Predator-prey, van der Pol, and limit cycles
Most real-world differential equations are nonlinear. Unlike linear systems, nonlinear systems can exhibit dramatically different behavior: closed orbits that are not ellipses, limit cycles that attract or repel nearby trajectories, and sensitive dependence on parameters. In this section, we explore three classic nonlinear systems that reveal the richness of nonlinear dynamics.
A central result is the Poincare-Bendixson theorem: in two-dimensional autonomous systems, the only possible long-term behaviors are convergence to an equilibrium, convergence to a limit cycle, or escape to infinity. There is no chaos in the plane -- that requires at least three dimensions.
The Lotka-Volterra equations model the interaction between prey (x) and predators (y). Prey grow exponentially in the absence of predators, while predators decline without prey. Their interaction creates closed orbits in the phase plane -- perpetual oscillations where prey and predator populations rise and fall in a delayed cycle.
Key insight: This is a conservative system -- it has a conserved quantity (the Lotka-Volterra integral), so trajectories form closed orbits. The equilibrium point at (gamma/delta, alpha/beta) is a center, not a spiral. Energy is neither added nor dissipated, so oscillations persist forever without damping or growing. Click different starting points to see orbits of different amplitudes.

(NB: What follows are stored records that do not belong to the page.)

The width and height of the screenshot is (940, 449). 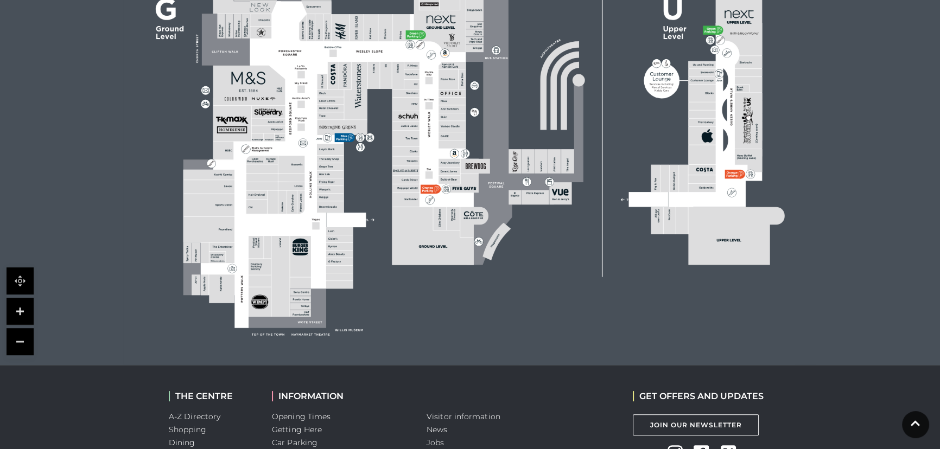 I want to click on a: News, so click(x=437, y=430).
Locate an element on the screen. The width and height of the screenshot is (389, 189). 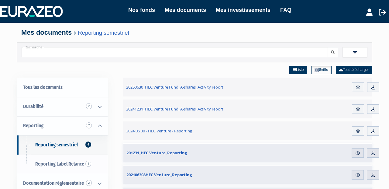
a: Reporting 7 is located at coordinates (62, 126).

The Van der Pol oscillator is a dissipative system with a remarkable property: it has a stable limit cycle. Trajectories starting inside the limit cycle spiral outward, and trajectories starting outside spiral inward -- all converging to the same periodic orbit. The parameter mu controls the strength of the nonlinear damping.
Key insight: For small mu, oscillations are nearly sinusoidal. As mu increases, the system exhibits relaxation oscillations -- long periods of slow change punctuated by rapid jumps. The limit cycle exists for all mu > 0 and is guaranteed by the Poincare-Bendixson theorem: the origin is an unstable equilibrium, and trajectories are bounded, so they must converge to a periodic orbit.

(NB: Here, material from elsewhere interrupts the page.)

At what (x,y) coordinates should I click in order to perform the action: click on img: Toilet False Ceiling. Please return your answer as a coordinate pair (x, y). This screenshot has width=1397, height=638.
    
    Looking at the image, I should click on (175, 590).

The simple pendulum is one of the most important nonlinear systems. Its phase portrait reveals three qualitatively different types of motion: libration (back-and-forth swinging), rotation (going over the top), and the separatrix -- the critical energy level that divides the two regimes.

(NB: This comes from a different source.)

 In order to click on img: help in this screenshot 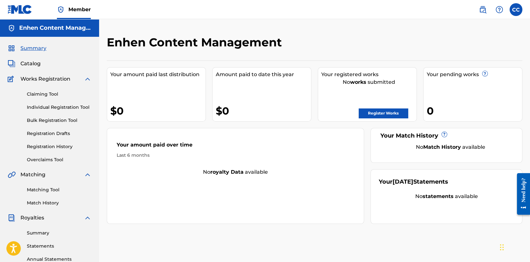, I will do `click(500, 10)`.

Key insight: The pendulum is a conservative system (Hamiltonian), so its phase portrait consists of level curves of the energy function E = (1/2)omega^2 - (g/L)cos(theta). The saddle points at theta = +-pi correspond to the unstable upright equilibrium. The separatrix connects these saddle points and represents the trajectory where the pendulum just barely reaches the top with zero velocity.